What it is
The two core metrics in media planning.
Why it matters
Trading off reach vs frequency is the fundamental media-planning decision.
When you'll use it
In any media plan.

What is Reach and Frequency?

Reach is the percentage of the target audience exposed to the ad at least once during a given period. Frequency is the average number of times those reached are exposed. Their product, multiplied by 100, is Gross Rating Points (GRPs) — the basic unit of media buying. Within a fixed budget, more reach means less frequency and vice versa. The right balance depends on the campaign objective: new-product launches typically need high reach (build awareness across the target); promotional offers benefit from high frequency (repetition drives action). Krugman's classic three-exposures theory argues each ad needs 3+ exposures to register.

How Reach and Frequency actually works

The framework breaks down into the following moving parts. Knowing what each piece is — and what it is not — is what separates a B-grade answer from an A-grade answer in a written assignment.

  • Reach — unique audience exposed (%)
  • Frequency — average number of exposures
  • GRPs — Reach × Frequency × 100
  • High reach for awareness; high frequency for persuasion
  • Optimal frequency typically 3–10 exposures per flight

A worked example: Super Bowl ads

A Super Bowl ad maximizes reach (~100M US viewers in a single exposure) at the cost of frequency. Brands buy Super Bowl spots when they need a one-shot reach event — new-product launches, brand introductions. The same $7M Super Bowl spend rotated through Hulu and YouTube might deliver lower reach but 5x the frequency over a quarter. Anheuser-Busch typically buys both — Super Bowl for reach, year-round for frequency — illustrating the strategic combination.

Common mistakes

Don't lose marks for these

  • Optimizing only reach or only frequency
  • Buying high frequency for low-involvement categories
  • Ignoring effective frequency thresholds

How to use this on the exam

Exam tips

Score-maximizing moves

  • Cite Krugman three-exposures theory
  • Calculate GRPs from reach and frequency
  • Match reach/frequency mix to campaign objective

When to use Reach and Frequency (and when not to)

Use Reach and Frequency when your assignment asks you to analyze, structure, or recommend — and when you have at least two data points to populate every cell of the framework. Skip it when the question is asking for a numerical answer or a single recommendation, since Reach and Frequency is a structuring tool, not a calculator.

Editor's note Want a deeper walkthrough? Our editors recommend pairing this with Integrated Marketing Communications (IMC) for a worked example you can adapt to your assignment.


Return all of the data exactly as given.

--- Records for processing ---
────

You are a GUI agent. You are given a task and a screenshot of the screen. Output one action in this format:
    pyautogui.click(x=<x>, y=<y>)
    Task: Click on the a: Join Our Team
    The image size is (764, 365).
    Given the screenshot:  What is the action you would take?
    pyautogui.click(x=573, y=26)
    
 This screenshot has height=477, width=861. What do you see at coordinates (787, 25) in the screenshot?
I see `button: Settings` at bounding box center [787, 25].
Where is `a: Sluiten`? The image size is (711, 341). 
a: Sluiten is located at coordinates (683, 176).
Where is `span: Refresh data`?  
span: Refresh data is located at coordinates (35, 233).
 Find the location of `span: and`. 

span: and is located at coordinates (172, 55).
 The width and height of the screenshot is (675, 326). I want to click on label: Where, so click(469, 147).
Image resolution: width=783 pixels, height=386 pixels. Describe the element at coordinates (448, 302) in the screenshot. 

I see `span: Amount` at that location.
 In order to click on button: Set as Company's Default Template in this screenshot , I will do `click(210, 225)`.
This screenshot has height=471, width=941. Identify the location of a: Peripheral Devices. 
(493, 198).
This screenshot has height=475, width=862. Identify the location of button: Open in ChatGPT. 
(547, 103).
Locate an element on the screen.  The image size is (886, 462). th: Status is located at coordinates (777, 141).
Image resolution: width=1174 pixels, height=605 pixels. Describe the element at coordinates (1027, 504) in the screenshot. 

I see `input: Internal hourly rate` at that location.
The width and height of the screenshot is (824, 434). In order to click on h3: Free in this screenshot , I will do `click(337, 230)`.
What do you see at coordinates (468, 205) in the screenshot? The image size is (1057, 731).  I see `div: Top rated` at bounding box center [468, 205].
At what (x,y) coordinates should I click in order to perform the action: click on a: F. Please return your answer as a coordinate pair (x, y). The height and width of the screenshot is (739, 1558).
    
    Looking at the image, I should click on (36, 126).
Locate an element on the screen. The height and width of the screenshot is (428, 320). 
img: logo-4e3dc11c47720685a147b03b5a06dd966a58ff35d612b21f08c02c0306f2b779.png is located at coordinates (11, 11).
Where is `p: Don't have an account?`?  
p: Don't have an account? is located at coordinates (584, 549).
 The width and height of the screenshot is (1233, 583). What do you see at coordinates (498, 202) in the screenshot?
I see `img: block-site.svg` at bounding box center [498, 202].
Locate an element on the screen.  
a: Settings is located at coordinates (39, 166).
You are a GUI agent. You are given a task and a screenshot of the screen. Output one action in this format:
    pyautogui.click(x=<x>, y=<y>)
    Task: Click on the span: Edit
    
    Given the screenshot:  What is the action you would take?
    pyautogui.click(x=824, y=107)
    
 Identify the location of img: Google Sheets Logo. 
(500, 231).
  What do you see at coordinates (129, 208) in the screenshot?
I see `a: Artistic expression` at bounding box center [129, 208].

────

--- Output ---
You are a GUI agent. You are given a task and a screenshot of the screen. Output one action in this format:
    pyautogui.click(x=<x>, y=<y>)
    Task: Click on the a: Join Our Team
    The image size is (764, 365).
    Given the screenshot:  What is the action you would take?
    pyautogui.click(x=573, y=26)
    
 This screenshot has height=477, width=861. What do you see at coordinates (787, 25) in the screenshot?
I see `button: Settings` at bounding box center [787, 25].
Where is `a: Sluiten`? The image size is (711, 341). 
a: Sluiten is located at coordinates (683, 176).
Where is `span: Refresh data`?  
span: Refresh data is located at coordinates (35, 233).
 Find the location of `span: and`. 

span: and is located at coordinates (172, 55).
 The width and height of the screenshot is (675, 326). I want to click on label: Where, so click(469, 147).
Image resolution: width=783 pixels, height=386 pixels. Describe the element at coordinates (448, 302) in the screenshot. 

I see `span: Amount` at that location.
 In order to click on button: Set as Company's Default Template in this screenshot , I will do `click(210, 225)`.
This screenshot has height=471, width=941. Identify the location of a: Peripheral Devices. 
(493, 198).
This screenshot has height=475, width=862. Identify the location of button: Open in ChatGPT. 
(547, 103).
Locate an element on the screen.  The image size is (886, 462). th: Status is located at coordinates (777, 141).
Image resolution: width=1174 pixels, height=605 pixels. Describe the element at coordinates (1027, 504) in the screenshot. 

I see `input: Internal hourly rate` at that location.
The width and height of the screenshot is (824, 434). In order to click on h3: Free in this screenshot , I will do `click(337, 230)`.
What do you see at coordinates (468, 205) in the screenshot? The image size is (1057, 731).  I see `div: Top rated` at bounding box center [468, 205].
At what (x,y) coordinates should I click in order to perform the action: click on a: F. Please return your answer as a coordinate pair (x, y). The height and width of the screenshot is (739, 1558).
    
    Looking at the image, I should click on (36, 126).
Locate an element on the screen. The height and width of the screenshot is (428, 320). 
img: logo-4e3dc11c47720685a147b03b5a06dd966a58ff35d612b21f08c02c0306f2b779.png is located at coordinates (11, 11).
Where is `p: Don't have an account?`?  
p: Don't have an account? is located at coordinates (584, 549).
 The width and height of the screenshot is (1233, 583). What do you see at coordinates (498, 202) in the screenshot?
I see `img: block-site.svg` at bounding box center [498, 202].
Locate an element on the screen.  
a: Settings is located at coordinates (39, 166).
You are a GUI agent. You are given a task and a screenshot of the screen. Output one action in this format:
    pyautogui.click(x=<x>, y=<y>)
    Task: Click on the span: Edit
    
    Given the screenshot:  What is the action you would take?
    pyautogui.click(x=824, y=107)
    
 Identify the location of img: Google Sheets Logo. 
(500, 231).
  What do you see at coordinates (129, 208) in the screenshot?
I see `a: Artistic expression` at bounding box center [129, 208].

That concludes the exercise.